Like the weather, my thoughts have been thrashing about, torn from safe moorings one moment, and becalmed the next, and like the sky this morning there’s also a unpredictable current to them, no firm direction. By the time I’d got under way, the striated clouds had congealed into a blue grey blanket of overcast nothingness – and the land bore no contrast, no shadow. There was just a flat, uniform and rather dim light under which the muddy plain seemed to shiver and shrink. And there was no life, at least not within the sweep of my glasses – just a couple of wood pigeon pecking at fresh shoots of winter wheat, and a lone woman taking her mongrel dog for a dump.
I felt let down, for the dawn had seemed to promise much, but now, like the land, I felt flat, restless for a defining mood. But the sky would not yield and the sun whose munificence I had anticipated was now a presence only hinted at by a few stray rays bursting from behind that bank of steadily thickening blue-grey nothingness.

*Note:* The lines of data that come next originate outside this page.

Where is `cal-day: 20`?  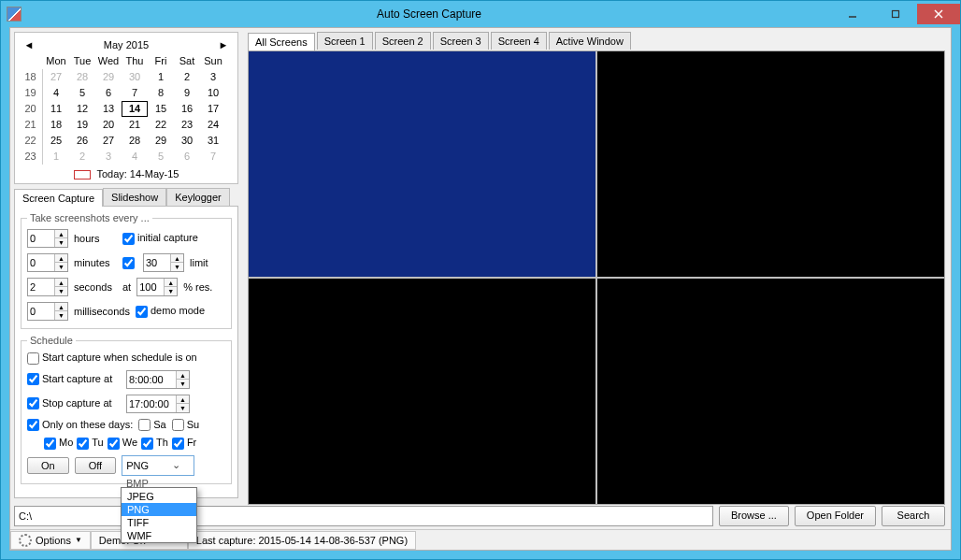 cal-day: 20 is located at coordinates (108, 125).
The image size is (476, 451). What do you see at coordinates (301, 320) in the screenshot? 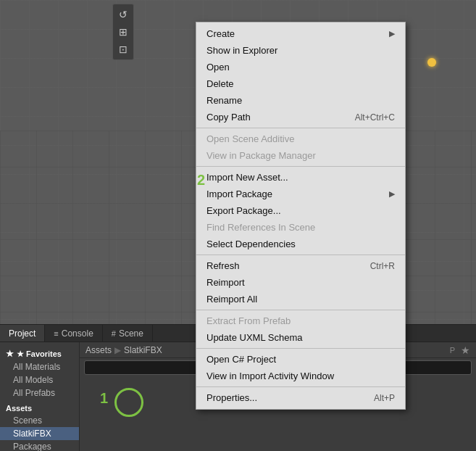
I see `menu-item-extract-from-prefab: Extract From Prefab` at bounding box center [301, 320].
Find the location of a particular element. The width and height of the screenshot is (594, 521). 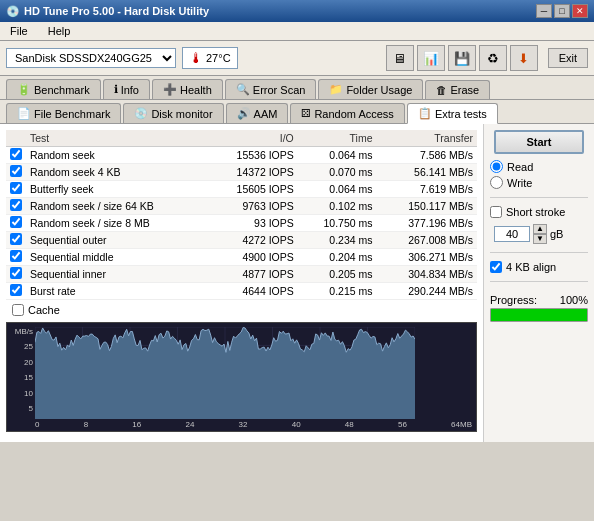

But then it happened. The sky shifted, it breathed and released the sun. At once the land was transformed – the flat meadows now revealed in all their intricately furrowed detail, the almost luminous green of the winter wheat set in stark contrast against the fertile soil, black as coal and freshly tilled. Suddenly there were stories here, and ghosts to walk with. I snapped the picture, and turned for home. There was a dynamism, a direction indicated by the finger-pointing of long shadows westwards. Likewise my thoughts began to take shape, pointing me along an unexpected course, linking me back to works undertaken a long time ago, and to names I’ve not heard or thought of in forty years, but who seem now to be hove in sight, arrayed on my horizon like galleons of old.
I turned for home and finished up the diary, then reached for the Book of Changes, but it could tell me nothing I did not already know. It seemed the sky had already prepared me for the way ahead and the attitude I must adopt. I’ve no idea what those galleons mean, whether their guns be to clear a path for my escape into a new adventure, or to level chain shot at my masts, and scupper all my hopes, but whatever their meaning, they will not take me by surprise. I raise a flag in friendship, but keep my eye on the tide and on the way the wind is blowing.
Of course, when I’m up to my eyes in the day-job I cannot think this way, I am straight-jacketed within the narrow confines of rational thought, pressed down in a place where I drown in mediocrity, just one insignificant man eternally subdued by the overpowering sense of his own obscurity. Only when I am free to seek augurs in the sky, like this morning, and allow with impudence my inner self to indulge in them, do I live as I believe a man should.
Hi Michael!
Wonderful escapade you had there! I felt like I was following the trail right behind you. The day-job stuff is pretty tough for a writer to deal with. I guess learn how to make holiday an interior attitude.